14. This could be the answer to the big question. We saw a very clear carving of Anubis supplicating Smokey. It seems likely that the Statue is Anubis. It hasn’t been confirmed, obviously, but showing the god in te show is a pretty obvious tip-off.
The similarities between that carving and Locke’s childhood drawing is obvious. What that means, I’ll leave for another day.

15. Smokey really seems to have a purpose now. He is a judge. Not a novel idea true, but it’s quite provable now. We’ve seen two of it’s judgements now. One when the subject repented and the other when he didn’t. Eko was asked by his brother to repent, and he wouldn’t. Ben was given the same chance and he clearly did feel badly for his actions and he was spared. But his ghost, Alex, didn’t leave it at that. I wonder what Eko’s ghost, Yemi, would have commanded. If only we could know. (Not Confused Just Lost)
16. So in season 2, the countdown clock rolled over when it got to 0 and we saw Egyptian hieroglyphs, throwing fans into a tizzy. It took less than 24 hours before one of them figured it out by finding the particular grouping in a textbook of ancient Egyptian hieroglyphs. Then Ben went to summon Old Smokey in “The Shape of Things to Come” and he pushed open a door covered in them. Just before turning the wheel, there were more. In this episode, he steps back from the door and I could just hear the fans who have been translating the hieroglyphs either squealing with delight or moaning at all the work they had ahead of them. And then he dropped through the floor and landed in a room covered in them.
But the biggest moment was when he stood in front of the Egyptian drawing of Anubis, the jackal-headed Egyptian God of the Dead, summoning Smokey. I had suggested in an earlier post that perhaps that big statue is Anubis (but its ears are a little short to really be him) but here he is now. In one episode in season 3 (I think it’s “Left Behind”) Juliet rushes through the sonic fence and then Smokey hits it, and as he comes at it he looks like Cerberus, the three-headed dog that guards the gates of Hell in Greek mythology. Now we see he’s connected to Anubis. Anubis was the god of mummification, and rather than being some harbinger of death, which he is not, he was the one who protected the dead. We were discussing last week on the boards the idea that the Others are very caught up in keeping their dead bodies (they ask for Paul’s body… Christian’s body disappears and then he’s walking around… they ask Locke to bring his father’s body to them… Locke is now back from the dead… Amy makes a comment that they need to bury the bodies deeply in the ground). Perhaps they’re bringing them here for Anubis to protect them… or bring them back from the dead. Anubis is often portrayed holding an ankh, which Paul is wearing and Amy takes (and Horace freaks out that she’s kept this token of his).

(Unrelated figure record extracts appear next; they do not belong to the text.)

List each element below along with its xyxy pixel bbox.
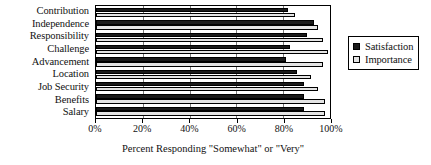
- x-axis-tick-label: 40%: [180, 123, 198, 134]
- bar-group: [96, 44, 330, 55]
- x-axis-tick-label: 80%: [275, 123, 293, 134]
- bar-importance: [96, 38, 323, 42]
- bar-group: [96, 69, 330, 80]
- bar-group: [96, 7, 330, 18]
- category-label: Independence: [0, 18, 93, 31]
- bar-satisfaction: [96, 8, 288, 12]
- bar-importance: [96, 75, 311, 79]
- bar-group: [96, 19, 330, 30]
- legend-swatch-satisfaction-icon: [353, 43, 360, 50]
- legend-label: Importance: [365, 54, 412, 65]
- legend-label: Satisfaction: [365, 41, 413, 52]
- bar-importance: [96, 87, 318, 91]
- bar-group: [96, 81, 330, 92]
- chart-legend: SatisfactionImportance: [348, 36, 419, 70]
- bar-importance: [96, 99, 325, 103]
- bar-satisfaction: [96, 33, 307, 37]
- bar-satisfaction: [96, 94, 304, 98]
- x-axis-tick-label: 0%: [88, 123, 101, 134]
- bar-importance: [96, 111, 325, 115]
- bar-importance: [96, 50, 328, 54]
- category-label: Benefits: [0, 94, 93, 107]
- bar-group: [96, 106, 330, 117]
- bar-satisfaction: [96, 107, 304, 111]
- category-label: Responsibility: [0, 30, 93, 43]
- category-label: Location: [0, 68, 93, 81]
- category-label: Contribution: [0, 5, 93, 18]
- plot-area: [95, 5, 331, 119]
- bar-group: [96, 93, 330, 104]
- bar-satisfaction: [96, 45, 290, 49]
- bar-satisfaction: [96, 57, 286, 61]
- bar-satisfaction: [96, 70, 297, 74]
- category-label: Challenge: [0, 43, 93, 56]
- x-axis-tick-label: 20%: [133, 123, 151, 134]
- bar-chart: ContributionIndependenceResponsibilityCh…: [0, 0, 431, 165]
- bar-importance: [96, 25, 318, 29]
- bar-satisfaction: [96, 20, 314, 24]
- category-label: Job Security: [0, 81, 93, 94]
- legend-item: Importance: [353, 53, 413, 66]
- category-axis: ContributionIndependenceResponsibilityCh…: [0, 5, 93, 119]
- legend-swatch-importance-icon: [353, 56, 360, 63]
- x-axis-tick-labels: 0%20%40%60%80%100%: [95, 123, 331, 137]
- category-label: Salary: [0, 106, 93, 119]
- bar-importance: [96, 62, 323, 66]
- category-label: Advancement: [0, 56, 93, 69]
- x-axis-tick-label: 60%: [227, 123, 245, 134]
- bar-satisfaction: [96, 82, 304, 86]
- x-axis-title: Percent Responding "Somewhat" or "Very": [95, 143, 331, 154]
- legend-item: Satisfaction: [353, 40, 413, 53]
- x-axis-tick-label: 100%: [319, 123, 342, 134]
- bar-series-container: [96, 6, 330, 118]
- bar-importance: [96, 13, 295, 17]
- bar-group: [96, 56, 330, 67]
- bar-group: [96, 32, 330, 43]
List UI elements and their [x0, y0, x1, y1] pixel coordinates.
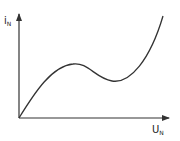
characteristic-curve — [19, 16, 163, 118]
diagram-svg — [0, 0, 180, 141]
y-axis-label-sub: N — [7, 20, 12, 27]
y-axis-label: iN — [4, 16, 11, 29]
x-axis-label-sub: N — [159, 129, 164, 136]
characteristic-diagram: iN UN — [0, 0, 180, 141]
x-axis-label: UN — [152, 125, 164, 138]
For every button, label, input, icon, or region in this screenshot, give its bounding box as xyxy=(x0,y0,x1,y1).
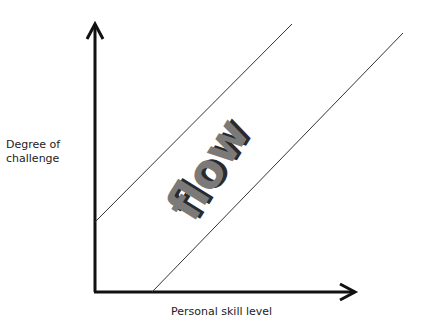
y-axis-label-line1: Degree of xyxy=(6,138,60,152)
flow-wordart: flow flow xyxy=(155,106,264,232)
x-axis xyxy=(94,284,355,300)
y-axis xyxy=(87,24,103,292)
x-axis-label: Personal skill level xyxy=(171,305,272,318)
flow-diagram: flow flow xyxy=(0,0,424,331)
y-axis-label-line2: challenge xyxy=(6,152,60,166)
y-axis-label: Degree of challenge xyxy=(6,138,60,166)
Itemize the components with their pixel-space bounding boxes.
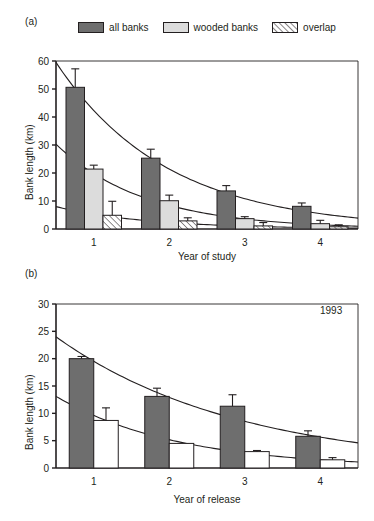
- x-tick-label: 3: [242, 476, 248, 487]
- figure-root: (a) all banks wooded banks overla: [0, 0, 374, 521]
- bar: [220, 406, 245, 468]
- bar: [311, 224, 330, 229]
- bar: [293, 206, 312, 229]
- y-tick-label: 10: [38, 196, 50, 207]
- panel-b-plot: 0510152025301234: [0, 260, 374, 521]
- y-tick-label: 30: [38, 299, 50, 310]
- x-tick-label: 1: [91, 476, 97, 487]
- bar: [245, 452, 270, 468]
- bar: [142, 158, 161, 229]
- y-tick-label: 25: [38, 326, 50, 337]
- bar: [236, 219, 255, 229]
- y-tick-label: 5: [43, 435, 49, 446]
- x-tick-label: 2: [166, 237, 172, 248]
- x-tick-label: 2: [166, 476, 172, 487]
- bar: [296, 436, 321, 468]
- y-tick-label: 60: [38, 56, 50, 67]
- panel-a-plot: 01020304050601234: [0, 0, 374, 260]
- bar: [103, 215, 122, 229]
- y-tick-label: 40: [38, 112, 50, 123]
- x-tick-label: 1: [91, 237, 97, 248]
- y-tick-label: 20: [38, 168, 50, 179]
- bar: [66, 87, 85, 229]
- bar: [169, 443, 194, 468]
- bar: [330, 227, 349, 229]
- y-tick-label: 0: [43, 224, 49, 235]
- bar: [160, 201, 179, 229]
- bar: [254, 226, 273, 229]
- bar: [179, 221, 198, 229]
- y-tick-label: 50: [38, 84, 50, 95]
- bar: [94, 420, 119, 468]
- bar: [320, 460, 345, 468]
- bar: [85, 169, 104, 229]
- x-tick-label: 4: [317, 237, 323, 248]
- x-tick-label: 4: [317, 476, 323, 487]
- y-tick-label: 20: [38, 353, 50, 364]
- bar: [69, 359, 94, 468]
- panel-b-x-axis-title: Year of release: [56, 494, 358, 505]
- y-tick-label: 10: [38, 408, 50, 419]
- y-tick-label: 30: [38, 140, 50, 151]
- y-tick-label: 0: [43, 463, 49, 474]
- y-tick-label: 15: [38, 381, 50, 392]
- bar: [145, 396, 170, 468]
- x-tick-label: 3: [242, 237, 248, 248]
- bar: [217, 191, 236, 229]
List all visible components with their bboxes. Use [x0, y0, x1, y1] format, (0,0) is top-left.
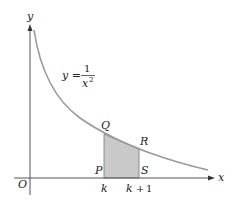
y-axis-label: y	[26, 10, 34, 23]
point-label-p: P	[94, 164, 103, 177]
tick-label-k-plus-1-num: 1	[146, 183, 152, 194]
equation-numerator: 1	[84, 63, 90, 74]
equation-lhs: y =	[61, 69, 81, 82]
equation-denominator: x	[82, 77, 89, 90]
diagram-canvas: y x O y = 1 x 2 Q R P S k k + 1	[0, 0, 233, 201]
equation-exponent: 2	[89, 76, 93, 84]
x-axis-label: x	[218, 171, 225, 184]
point-label-q: Q	[101, 119, 110, 132]
x-axis-arrow-icon	[208, 176, 215, 181]
origin-label: O	[18, 178, 27, 191]
tick-label-k-plus-1-var: k	[126, 182, 133, 195]
point-label-r: R	[139, 135, 148, 148]
y-axis-arrow-icon	[28, 24, 33, 31]
point-label-s: S	[141, 164, 149, 177]
tick-label-k: k	[101, 182, 108, 195]
tick-label-k-plus-1-op: +	[136, 183, 144, 194]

17. Maybe I’m off-base on this one, but I screamed when Ben and Widmore had their showdown on the dock (not least because I thought those two were electric on screen in “The Shape of Things to Come,” and I’ve been dying for another scene with Emerson and Dale). Ben appears to be in charge now (it’s post-Purge, seeing as Alex is about 8 and the Others are living in New Otherton) and while Charles is hissing that if the island wants Alex dead, she’ll be dead, Ben is countering that he simply broke the rules. Therefore, he believes Widmore is wrong, the island never wanted Alex dead, and rules are rules. You do not go off the island and start a family, you stay on the island.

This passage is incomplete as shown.